If you’re like many small business managers, I bet the first thing you did was get your key managers into your office or conference room and tell them that this is not acceptable, and they have to do better. Or maybe, like some other business owners, you ask them to come back with a plan for how to fix the quality/customer service problem.  And maybe a tiny minority of you will ask the team to figure out why the problem exists because you can’t fix a problem until you know why it exists.
 
But even then, how would you figure that one out? Why not go to the source?  
 
Who has the responsibility to get the product out the door?  Not the manager nor managers responsible for that.  Nope!  How about the folks who do the work?  Nobody’s closer. And rarely do we ask their opinion. That’s where I’d start. 
 
  • “Nobody Ever Listens to My Opinion.”
    If you have a manufacturing company, go out on the shop floor to the area where fabrication and assembly are getting done.  Tell them what’s happening.  Ask some questions. Trust me. Somebody will step up. And invariably, their answer will start out with “nobody ever listens to my opinion, but…” Then they will tell you about problems with a supplier’s material or sub-par sub-assemblies that purchasing or finance had brought in to save some money. And if you run a technology company, the same thing could be happening with newly outsourced program modules that have all kinds of bugs in them. Or if you have a services business, maybe it’s the new sub-contractor who was supposed to be working a minor part of the project that now has become major because it is, suddenly, woefully behind.
 
  • It’s All About Listening, Trust, and Authority.  Then Accountability Follows.

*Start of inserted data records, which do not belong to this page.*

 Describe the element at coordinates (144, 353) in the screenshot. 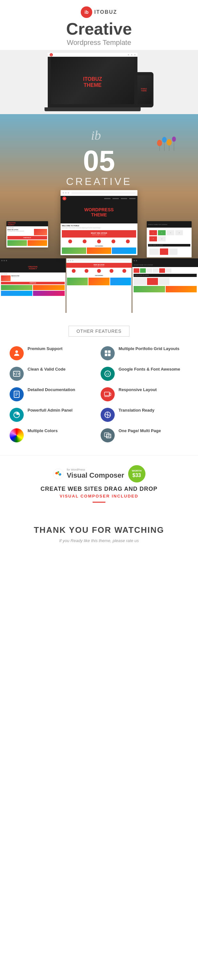

I see `feature-item-portfolio-grid: Multiple Portfolio Grid Layouts` at that location.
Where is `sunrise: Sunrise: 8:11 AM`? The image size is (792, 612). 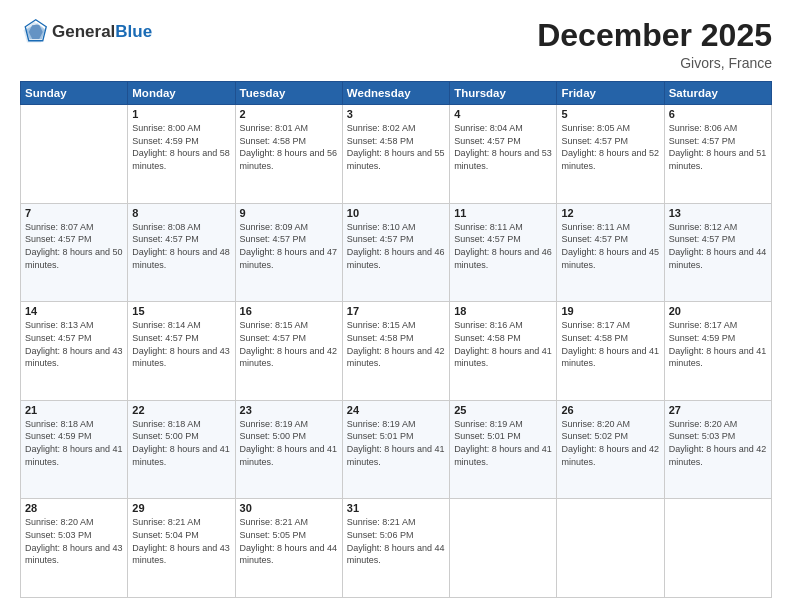
sunrise: Sunrise: 8:11 AM is located at coordinates (503, 228).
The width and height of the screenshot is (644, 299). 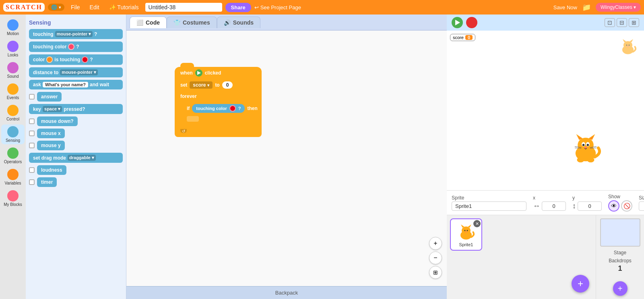 I want to click on set-drag-mode-block: set drag mode draggable ▾, so click(x=76, y=158).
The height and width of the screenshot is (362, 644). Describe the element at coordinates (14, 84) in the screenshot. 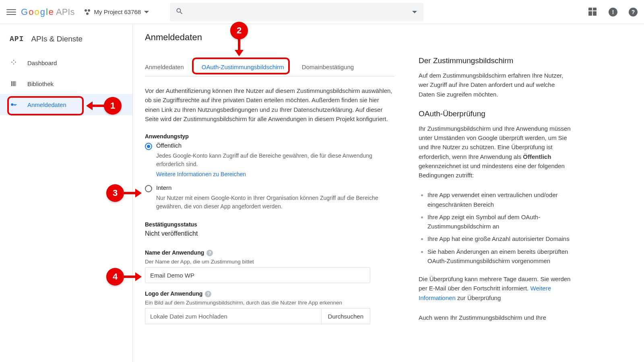

I see `library-icon` at that location.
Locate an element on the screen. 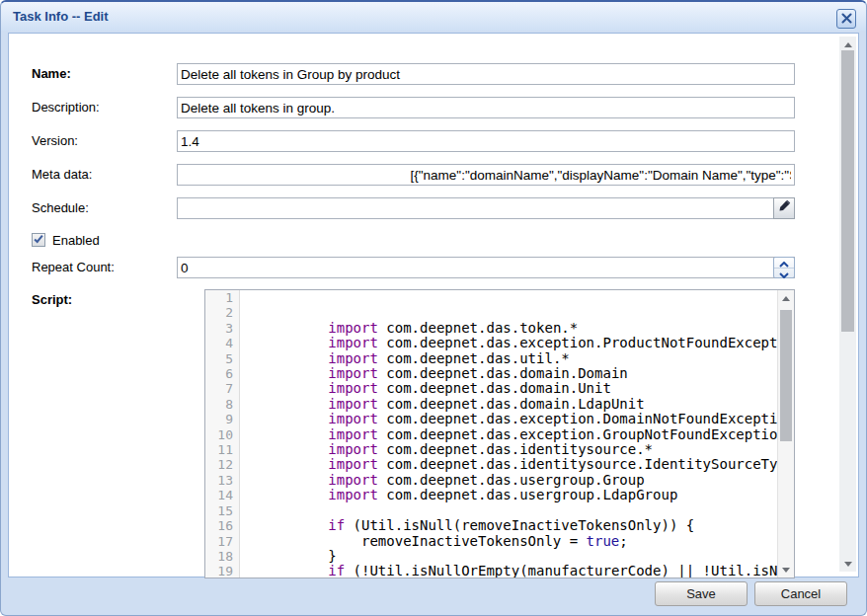 The image size is (867, 616). close-button is located at coordinates (846, 19).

    Whatever the problem, it’s all about listening.  It takes a company to deliver a high-quality product, not just a couple of people. And you have to listen to all levels of input to continually deliver that quality.   Once you listen, you develop mutual trust.  Do you think with the examples noted above that the Owner or CEO would continue to allow the results they were getting?  No. To avoid those kinds of problems, they would create a periodic review process that hears input from all levels and then provides the team the authority to carry out whatever was necessary to continue to deliver on the quality proposition to customers. And, at a macro level, that’s how accountability begins.
 
  • Accountability Means Giving Them More Control Over Their Job.

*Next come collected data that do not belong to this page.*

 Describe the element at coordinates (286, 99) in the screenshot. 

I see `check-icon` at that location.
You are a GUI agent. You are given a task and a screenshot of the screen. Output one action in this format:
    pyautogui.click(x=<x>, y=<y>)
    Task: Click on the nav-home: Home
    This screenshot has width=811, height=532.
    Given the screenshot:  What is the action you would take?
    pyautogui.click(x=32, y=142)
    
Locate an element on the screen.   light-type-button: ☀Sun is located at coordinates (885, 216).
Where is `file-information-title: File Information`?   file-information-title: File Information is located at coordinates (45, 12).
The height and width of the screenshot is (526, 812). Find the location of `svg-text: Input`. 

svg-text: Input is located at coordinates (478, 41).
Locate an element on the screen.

    On an individual level, that means giving them more control over their job by better defining the responsibilities associated with it. Then giving them the authority and the autonomy to carry them out. They feel more in control and more apt to point out early in the process when there are new problems that crop up, saving time and money. Plus, they feel like they are making a direct contribution to the company’s bottom line.
 
  • Accountability Improves Employee Growth and Their Sense of Value.

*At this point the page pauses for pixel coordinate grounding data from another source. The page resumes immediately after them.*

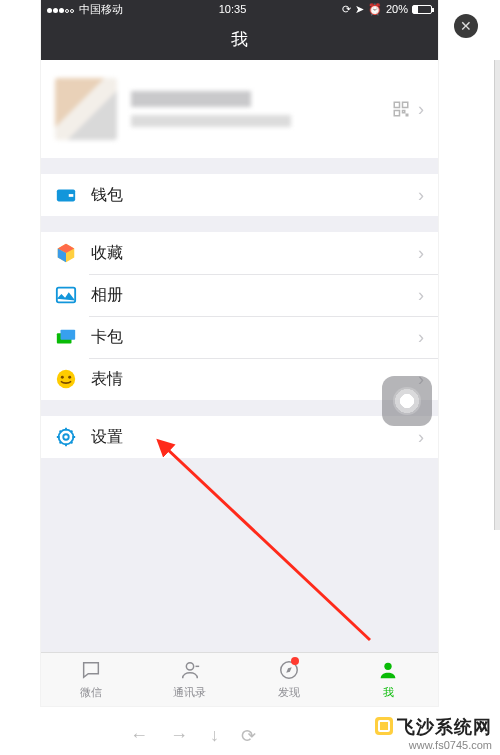  Describe the element at coordinates (407, 401) in the screenshot. I see `assistive-touch-icon` at that location.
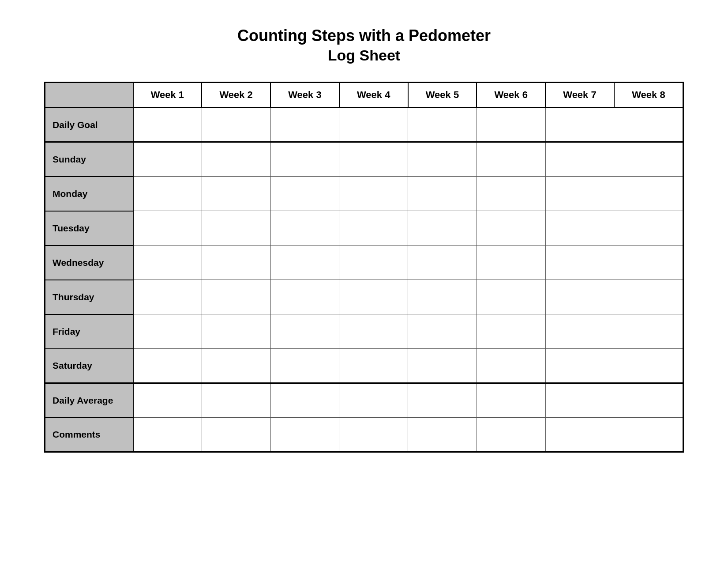  I want to click on cell-thu-w5, so click(443, 297).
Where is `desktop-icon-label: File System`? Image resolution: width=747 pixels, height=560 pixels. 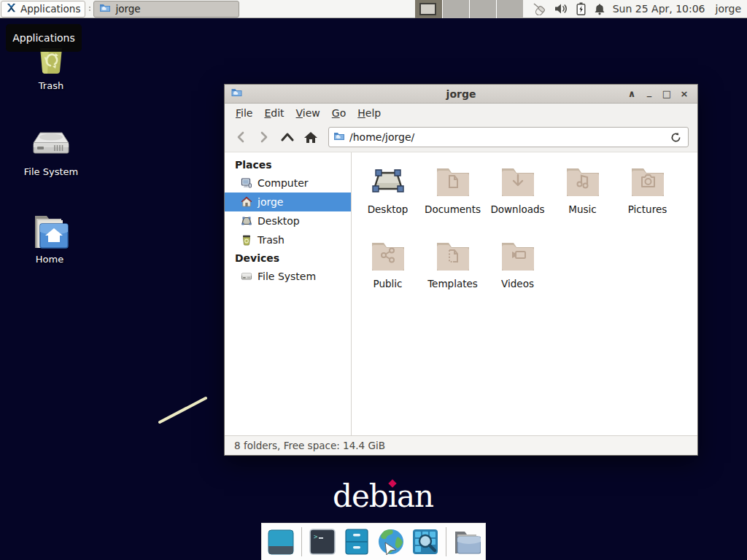 desktop-icon-label: File System is located at coordinates (51, 172).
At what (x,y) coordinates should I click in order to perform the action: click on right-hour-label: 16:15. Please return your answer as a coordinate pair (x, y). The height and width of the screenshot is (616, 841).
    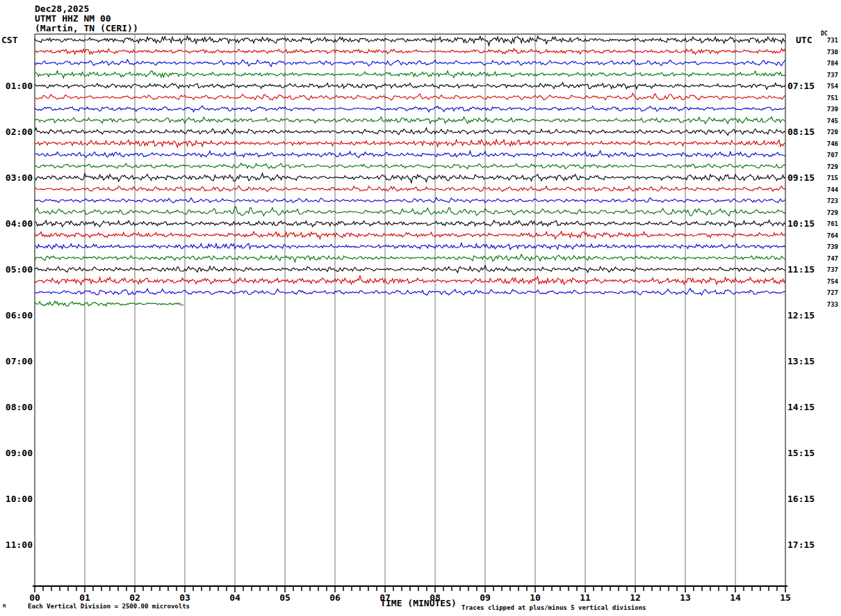
    Looking at the image, I should click on (801, 499).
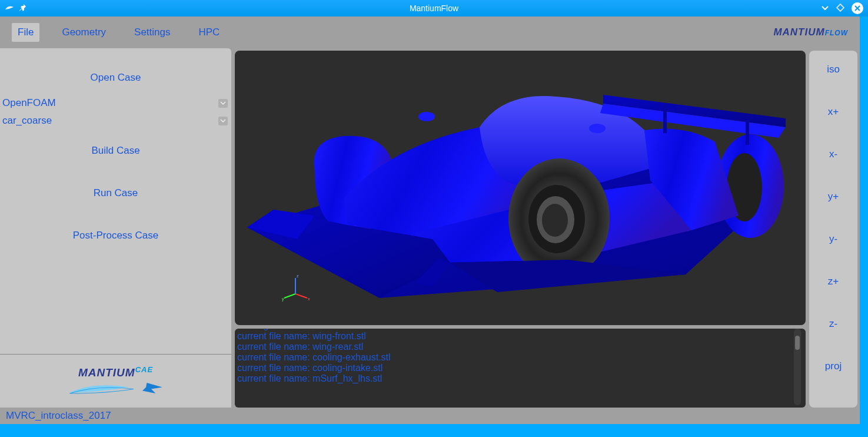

    Their pride in their contribution creates stability for the business and helps them want to grow personally and professionally. For small companies, it’s hard to develop anything more than on-the-job training, but that doesn’t mean that’s the only training that’s available to them. Every industry has training programs through various trade groups that you should encourage employees to attend and reimburse them for any costs.  As an example, I’ve had programs in various companies I’ve run where we encouraged employees to further their education (obviously, in their particular profession). If they got an “A,” we would pay for the entire cost of the course; a “B,” half the cost. The long and the short of it is that they are growing and increasing their own sense of value to themselves and the business.
 
Problems are always going to crop up.  But if you can keep employees feeling like they are not only instrumental but essential to solving the problem and, in turn, the business’ continued success, you will have a more profitable, growing company with a team that is constantly wanting to make it and themselves better.
 
“The Entrepreneur’s Yoda” knows these things.  He’s been there.  May success be with you!